Hedley’s Island Guide: Exiles

Wednesday 10th March 2010, 3:00PM GMT.

IT’S not a bad old place at times, this rock, and it’s no wonder to find all sorts of people pitchin’ up to live yer what weren’t born in the back of a local barn or sprung screamin’ at the General. In fact Jersey has a long history of attractin’ wealthy foreign tarps with an interest in coastal walks, black butter and prehistoric burial sites. We call them tax exiles.

One of the most famous of these was Charles II who fled yer in 1646 for fear of havin’ his head fully taxed from his shoulders bah the Puritans. Then there was that Victor Hugo chap thet wrote plays ’n sold warn; he fled yer in 1852 havin’ naffed off Napolean. (Rumour has it thet Hugo came up with the name for Les Miserables wharlst listenin’ to the local radio phone-in. Says so yer on this Thickipedia thing ah got open.)

More recently we’ve had that author Biggins fellow, cricketeer Ian Woosey and thet Mainsail fella with the moustache that used to win all the car racin’ on the tele. And let’s not forget the chap what invented the Black and Decker workbench; he lives yer too. Gets into his house by turnin’ a lever what opens up an entrance on the roof, apparently.

Not that everyone wants to live yer, marnd. The odd few do it the other way rand, and, havin’ been privileged with a Jersey passport, desard to bugger off somewhere else altogether. Take thet fella we got dahn the village fer instance. Refused to pay last year’s Branchage farn and pegged it to London instead, the silly sod. Not sure if he’s comin’ beck but they’re abaht to remove his hedge altogether so he’d best mek ’is marnd up. Man just ain’t a man with ’is bush clipped off!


Exercise details: Give the data again exactly as written, skipping any pictures.

[Listed entries — start]

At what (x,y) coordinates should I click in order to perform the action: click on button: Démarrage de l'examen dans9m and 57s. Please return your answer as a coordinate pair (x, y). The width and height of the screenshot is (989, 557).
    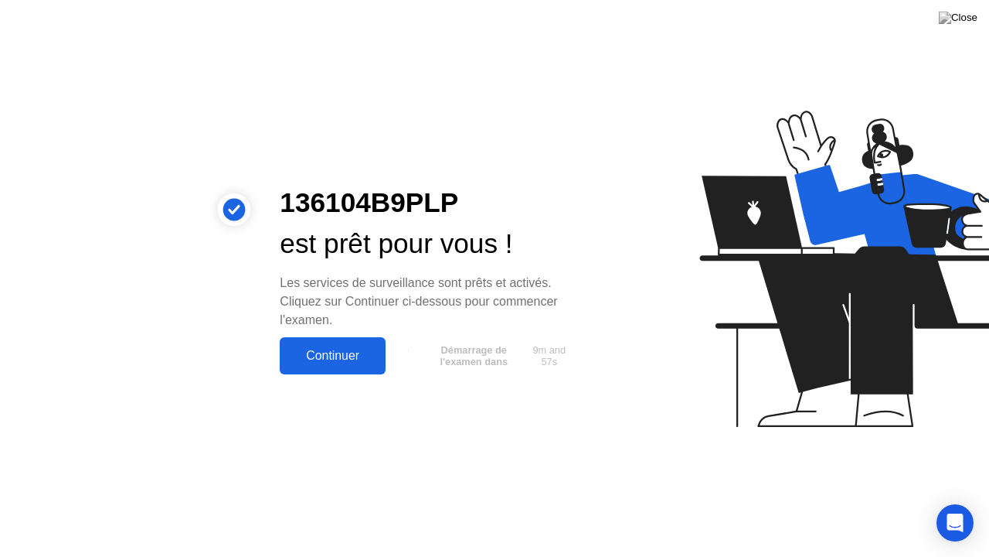
    Looking at the image, I should click on (484, 356).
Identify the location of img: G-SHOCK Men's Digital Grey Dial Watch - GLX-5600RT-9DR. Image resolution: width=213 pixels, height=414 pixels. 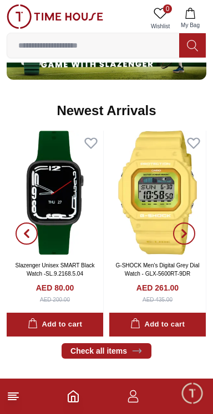
(157, 193).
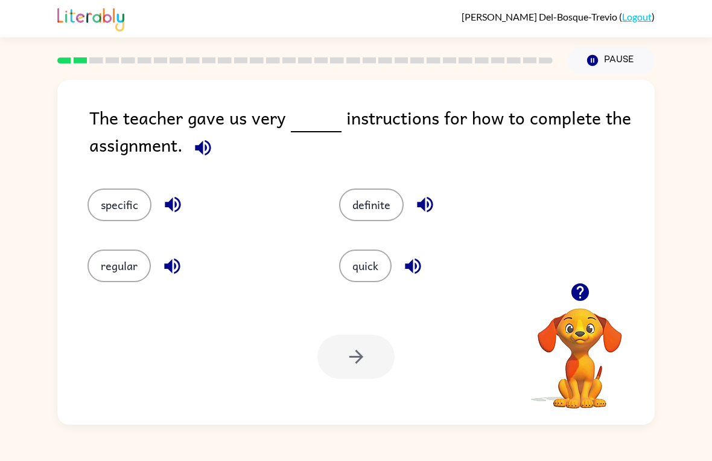 Image resolution: width=712 pixels, height=461 pixels. I want to click on div: The teacher gave us very instructions for how to complete the assignment., so click(372, 134).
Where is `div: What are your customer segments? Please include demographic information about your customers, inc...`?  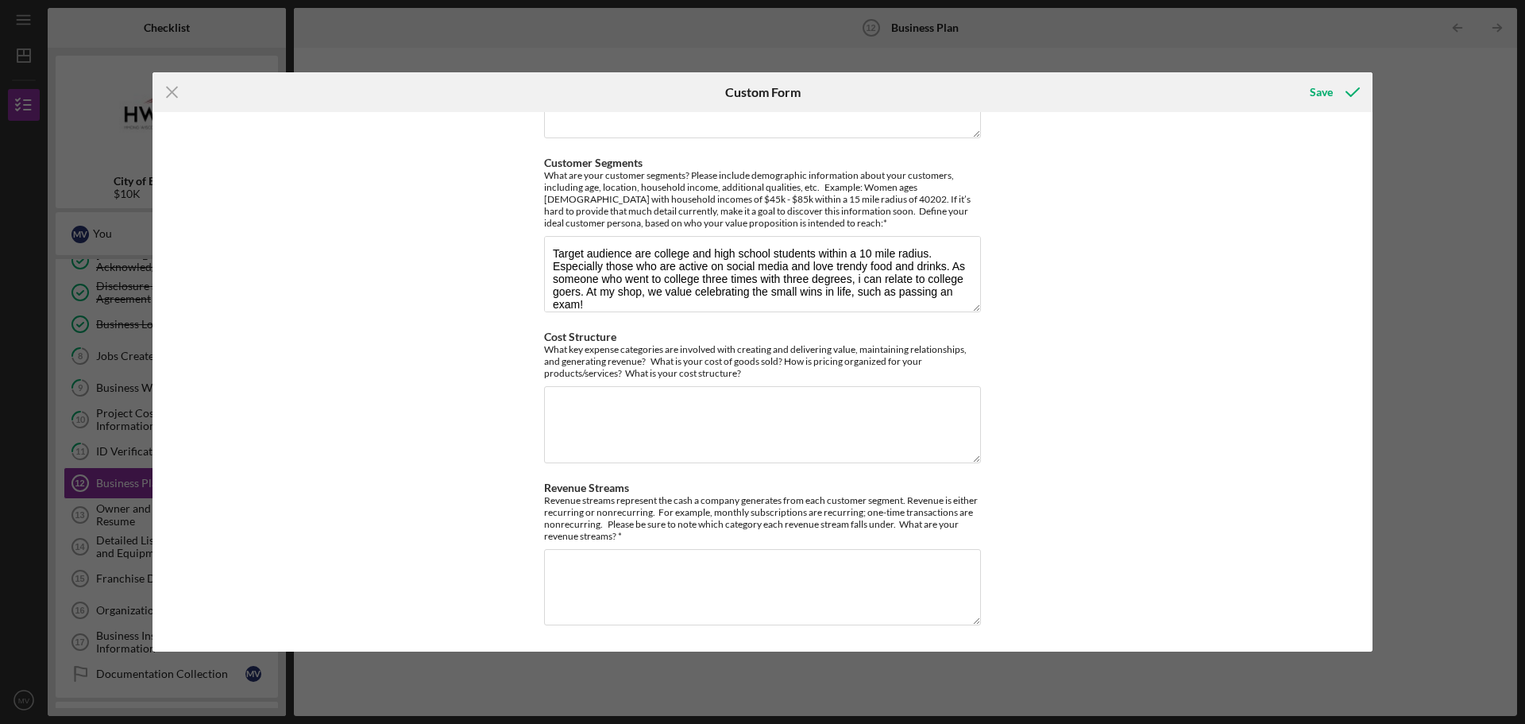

[Listed entries — finish]

Result:
At what (x,y) coordinates should I click in order to perform the action: click on button: Démarrage de l'examen dans9m and 57s. Please return your answer as a coordinate pair (x, y). The width and height of the screenshot is (989, 557).
    Looking at the image, I should click on (484, 356).
Identify the location of img: G-SHOCK Men's Digital Grey Dial Watch - GLX-5600RT-9DR. Image resolution: width=213 pixels, height=414 pixels. 
(157, 193).
 Image resolution: width=712 pixels, height=461 pixels. I want to click on div: The teacher gave us very instructions for how to complete the assignment., so click(372, 134).
Where is `div: What are your customer segments? Please include demographic information about your customers, inc...`?  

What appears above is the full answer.